Georg Natter
Georg Natter

Reputation: 25

Haskell - Instance of Num Char required for definition of a function

I want to write a simple recursive function with 3 input parameters and 1 output parameter:

getLengthOfNumber :: (String, Int, Int) -> Int
getLengthOfNumber (n, i, res)
    | isCharDigit(n!!i+1) = getLengthOfNumber (n, i+1, res+1)
    | otherwise = res

Why does Hugs throw me the Error "Instance of Num Char required for definition of getLengthOfNumber"?

Upvotes: 1

Views: 562

Answers (2)

willeM_ Van Onsem
willeM_ Van Onsem

Reputation: 477190

Because it interprets:

n!!i+1

as:

(n!!i) + 1

It thus first obtains the i-th character of the string, and then aims to add 1 to it. Now in Haskell one can define a custom number type. So here you could add that character and 1 together, but only if that character is a number.

But that being said, the above will not work even by fixing the brackets. You did not instruct when to stop iterating: for the string "123", it would eventually obtain the last character, and then raise an "index too large" error when it reaches the end of the string. Furthermore !! is not efficient: it requires O(k) to access the k-th element, making this algorithm a quadratic one.

What you here can use is takeWhile :: (a -> Bool) -> [a] -> [a] and length :: [a] -> Int: first take the longest prefix of character, and then take the length of that list, like:

getLengthOfNumber :: String -> Int
getLengthOfNumber = length . takeWhile isCharDigit

Upvotes: 1

jwodder
jwodder

Reputation: 57590

!! has higher priority than +, so n!!i+1 is parsed as (n !! i) + 1, which tries to add one to an element of a string, which only works if Char is a number. You should instead write n !! (i+1).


[What is being asked]
Below is a block of records; reproduce all of them exactly and leave out any pictures.

[Extracted entries]
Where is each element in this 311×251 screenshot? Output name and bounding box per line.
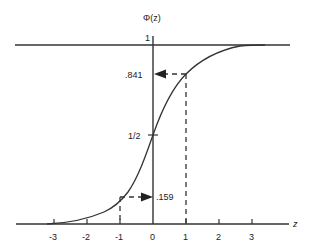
y-label-159: .159 [156,192,174,202]
arrow-841-icon [154,70,166,79]
x-tick-label: -3 [49,232,57,242]
x-tick-label: 3 [249,232,254,242]
y-label-one: 1 [145,33,150,43]
normal-cdf-diagram: Φ(z) 1 .841 1/2 .159 z -3 -2 -1 0 1 2 3 [0,0,311,251]
arrow-159-icon [141,193,153,202]
y-label-half: 1/2 [128,131,141,141]
x-axis-label: z [292,219,298,229]
x-tick-label: -1 [115,232,123,242]
x-tick-label: 1 [183,232,188,242]
x-tick-label: 0 [150,232,155,242]
y-axis-label: Φ(z) [143,13,161,23]
x-tick-label: 2 [216,232,221,242]
y-label-841: .841 [125,70,143,80]
x-tick-label: -2 [82,232,90,242]
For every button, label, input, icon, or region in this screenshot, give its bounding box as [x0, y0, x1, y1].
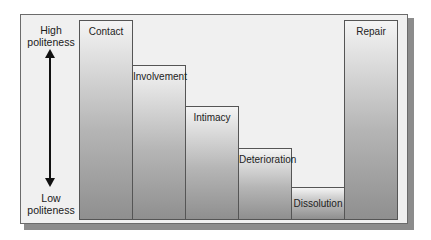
stage-label: Deterioration — [239, 154, 291, 165]
high-politeness-label: High politeness — [22, 24, 80, 48]
low-label-line1: Low — [22, 192, 80, 204]
low-politeness-label: Low politeness — [22, 192, 80, 216]
low-label-line2: politeness — [22, 204, 80, 216]
stage-bar-involvement: Involvement — [132, 65, 186, 220]
stage-label: Contact — [80, 26, 132, 37]
stage-label: Intimacy — [186, 112, 238, 123]
high-label-line2: politeness — [22, 36, 80, 48]
stage-label: Dissolution — [292, 198, 344, 209]
politeness-axis-line — [49, 56, 51, 179]
arrow-down-icon — [45, 178, 55, 187]
high-label-line1: High — [22, 24, 80, 36]
stage-bar-dissolution: Dissolution — [291, 187, 345, 220]
stage-label: Repair — [345, 26, 397, 37]
stage-bar-repair: Repair — [344, 20, 398, 220]
stage-bar-contact: Contact — [79, 20, 133, 220]
stage-label: Involvement — [133, 71, 185, 82]
stage-bar-deterioration: Deterioration — [238, 148, 292, 220]
stage-bar-intimacy: Intimacy — [185, 106, 239, 220]
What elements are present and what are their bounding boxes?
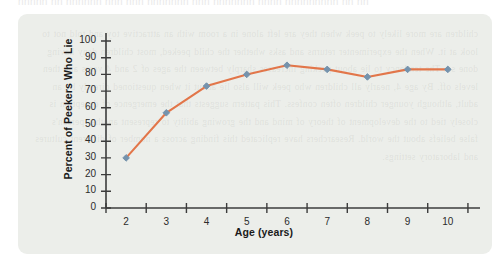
figure-card: children are more likely to peek when th… [18,14,492,254]
y-tick-label: 20 [74,168,96,179]
x-tick-label: 8 [355,216,379,227]
y-tick-label: 40 [74,134,96,145]
y-tick-label: 80 [74,67,96,78]
y-tick-label: 60 [74,101,96,112]
y-tick-label: 10 [74,184,96,195]
y-tick-label: 70 [74,84,96,95]
x-tick-label: 2 [114,216,138,227]
y-tick-label: 100 [74,34,96,45]
y-tick-label: 50 [74,118,96,129]
x-tick-label: 3 [154,216,178,227]
y-tick-label: 30 [74,151,96,162]
x-tick-label: 9 [396,216,420,227]
x-tick-label: 4 [195,216,219,227]
x-tick-label: 7 [315,216,339,227]
x-axis-title: Age (years) [114,226,414,238]
chart-plot-area: Percent of Peekers Who Lie Age (years) 0… [18,14,492,254]
x-tick-label: 5 [235,216,259,227]
y-tick-label: 90 [74,51,96,62]
page-top-bleed-text: nnnnn nn nnnnnn nnn nnn nnnnnnn nnn nnnn… [18,0,369,7]
x-tick-label: 10 [436,216,460,227]
y-tick-label: 0 [74,201,96,212]
x-tick-label: 6 [275,216,299,227]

[Answer section]
Where is each element in this 311×251 screenshot? Output name and bounding box per line.
y-label-159: .159 [156,192,174,202]
arrow-841-icon [154,70,166,79]
x-tick-label: -3 [49,232,57,242]
x-tick-label: 3 [249,232,254,242]
y-label-one: 1 [145,33,150,43]
normal-cdf-diagram: Φ(z) 1 .841 1/2 .159 z -3 -2 -1 0 1 2 3 [0,0,311,251]
arrow-159-icon [141,193,153,202]
y-label-half: 1/2 [128,131,141,141]
x-axis-label: z [292,219,298,229]
x-tick-label: -1 [115,232,123,242]
x-tick-label: 1 [183,232,188,242]
x-tick-label: 0 [150,232,155,242]
y-axis-label: Φ(z) [143,13,161,23]
x-tick-label: 2 [216,232,221,242]
y-label-841: .841 [125,70,143,80]
x-tick-label: -2 [82,232,90,242]
For every button, label, input, icon, or region in this screenshot, give its bounding box as [x0, y0, x1, y1].
stage-label: Deterioration — [239, 154, 291, 165]
high-politeness-label: High politeness — [22, 24, 80, 48]
low-label-line1: Low — [22, 192, 80, 204]
low-politeness-label: Low politeness — [22, 192, 80, 216]
low-label-line2: politeness — [22, 204, 80, 216]
stage-bar-involvement: Involvement — [132, 65, 186, 220]
stage-label: Contact — [80, 26, 132, 37]
stage-label: Intimacy — [186, 112, 238, 123]
high-label-line2: politeness — [22, 36, 80, 48]
stage-label: Dissolution — [292, 198, 344, 209]
politeness-axis-line — [49, 56, 51, 179]
arrow-down-icon — [45, 178, 55, 187]
high-label-line1: High — [22, 24, 80, 36]
stage-bar-dissolution: Dissolution — [291, 187, 345, 220]
stage-label: Repair — [345, 26, 397, 37]
stage-bar-repair: Repair — [344, 20, 398, 220]
stage-bar-contact: Contact — [79, 20, 133, 220]
stage-label: Involvement — [133, 71, 185, 82]
stage-bar-deterioration: Deterioration — [238, 148, 292, 220]
stage-bar-intimacy: Intimacy — [185, 106, 239, 220]
What elements are present and what are their bounding boxes?
figure-card: children are more likely to peek when th… [18,14,492,254]
y-tick-label: 20 [74,168,96,179]
x-tick-label: 8 [355,216,379,227]
y-tick-label: 40 [74,134,96,145]
y-tick-label: 80 [74,67,96,78]
y-tick-label: 60 [74,101,96,112]
y-tick-label: 10 [74,184,96,195]
y-tick-label: 70 [74,84,96,95]
x-tick-label: 2 [114,216,138,227]
y-tick-label: 100 [74,34,96,45]
y-tick-label: 50 [74,118,96,129]
x-tick-label: 3 [154,216,178,227]
y-tick-label: 30 [74,151,96,162]
x-tick-label: 9 [396,216,420,227]
x-tick-label: 4 [195,216,219,227]
x-tick-label: 7 [315,216,339,227]
x-axis-title: Age (years) [114,226,414,238]
chart-plot-area: Percent of Peekers Who Lie Age (years) 0… [18,14,492,254]
x-tick-label: 5 [235,216,259,227]
y-tick-label: 90 [74,51,96,62]
page-top-bleed-text: nnnnn nn nnnnnn nnn nnn nnnnnnn nnn nnnn… [18,0,369,7]
x-tick-label: 10 [436,216,460,227]
y-tick-label: 0 [74,201,96,212]
x-tick-label: 6 [275,216,299,227]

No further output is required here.